A Quote by Alban Berg

I can tell you, dearest friend, that if it became known how much friendship, love and a world of human and spiritual references I have smuggled into these three movements, the adherents of programme music - should there be any left - would go mad with joy.
Everybody understands friendship, and friendship is different than love - it's a different kind of love. Friendship has more freedom, more latitude. You don't expect your friend to be as you think your friend should be; you expect your friend just to love you as a friend.
There are, I think, three countries left in the world where I can go and I'm not as well-known as I am here. I'm a pretty big star, folks - I don't have to tell you. Superstar, I guess you could say.
Dearest darling, how I love you. Words cannot tell how much I love you. So forget it.
[The Head of Radio Three] had been ensnared by the Music Director of the college and a Professor of Philosophy. These two were busy explaining to the harassed man that the phrase "too much Mozart" was, given any reasonable definition of those three words, an inherently self-contradictory expression, and that any sentence which contained such a phrase would be thereby rendered meaningless and could not, consequently, be advanced as part of an argument in favour of any given programme-scheduling strategy.
I was addicted to 'The Monkees' TV programme - not so much because of the music but because of the commercials in between. The programme was sponsored by Yardley, and in the commercial breaks, there would be these English girls on roller skates, wearing hot pants, and I just thought, 'God! How neat!'
How much can we ever know about the love and pain in another's heart? How much can we hope to understand those who have suffered deeper anguish, greater deprivation, and more crushing disappointments than we ourselves have known? Even if the world's rich and powerful were to put themselves in the shoes of the rest, how much would they really understand the wretched millions suffering around them? So it is when Orhan the novelist peers into the dark corners of his poet friend's difficult and painful life: How much can he really see?
This is how it works. I love the people in my life, and I do for my friends whatever they need me to do for them, again and again, as many times as is necessary. For example, in your case you always forgot who you are and how much you're loved.
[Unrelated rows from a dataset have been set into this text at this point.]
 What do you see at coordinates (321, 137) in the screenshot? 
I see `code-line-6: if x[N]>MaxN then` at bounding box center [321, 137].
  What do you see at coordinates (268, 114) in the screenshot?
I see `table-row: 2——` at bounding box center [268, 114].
So what I do for you as your friend is remind you who you are and tell you how much I love you. And this isn't any kind of burden for me, because I love who you are very much. Every time I remind you, I get to remember with you, which is my pleasure.
A friend is a beloved mystery; dearest always because he is not ourself, and has something in him which it is impossible for us to fathom. If it were not so, friendship would lose its chief zest.
I have come to believe that the whole world is an enigma, a harmless enigma that is made terrible by our own mad attempt to interpret it as though it had an underlying truth. If two or three persons should come with a high spiritual aim and with great powers, the world would fall into their hands like a ripe peach.
You do not know how much they mean to me, my friends, And how, how rare and strange it is, to find In a life composed so much, so much of odds and ends, (For indeed I do not love it ... you knew? you are not blind! How keen you are!) To find a friend who has these qualities, Who has, and gives Those qualities upon which friendship lives. How much it means that I say this to you- Without these friendships-life, what cauchemar!
If you're going through friendship issues, I would say, first of all take a step back. How important is the friendship to you? Sometimes, if someone's not being a good friend to you and isn't treating you the way you should be treated, then you kind of have to move on sometimes.
How many slams in an old screen door? Depends how loud you shut it. How many slices in a bread? Depends how thin you cut it. How much good inside a day? Depends how good you live 'em. How much love inside a friend? Depends how much you give 'em.” ? How Many, How Much by Shel Silverstein “Tell the truth, or someone will tell it for you.
That's how I became the damaged party boy who wandered through the wreckage, blood streaming from his nose, asking questions that never required answers. That's how I became the boy who never understood how anything worked. That's how I became the boy who wouldn't save a friend. That's how I became the boy who couldn't love the girl.
There are three friendships which are advantageous, and three which are injurious. Friendship with the upright; friendship with the sincere; and friendship with the man of much observation: these are advantageous. Friendship with the man of specious airs; friendship with the insinuatingly soft; and friendship with the glib-tongued: these are injurious.
I prefer to learn everything through music. If you want divinity, the music in every human being and their love for music is pretty much it. It's the big indication of their spirituality and their ability to love and make love, or feel pain or joy, and really manifest it, really be real.
If we reject the word, or any word that labels music, what's left? That's the question we should all ask ourselves. Ben Ratliff asked it, and he came up with aesthetic categories. That's not what I would say. What's left are communities who make music together, or among whom music circulates. That's it.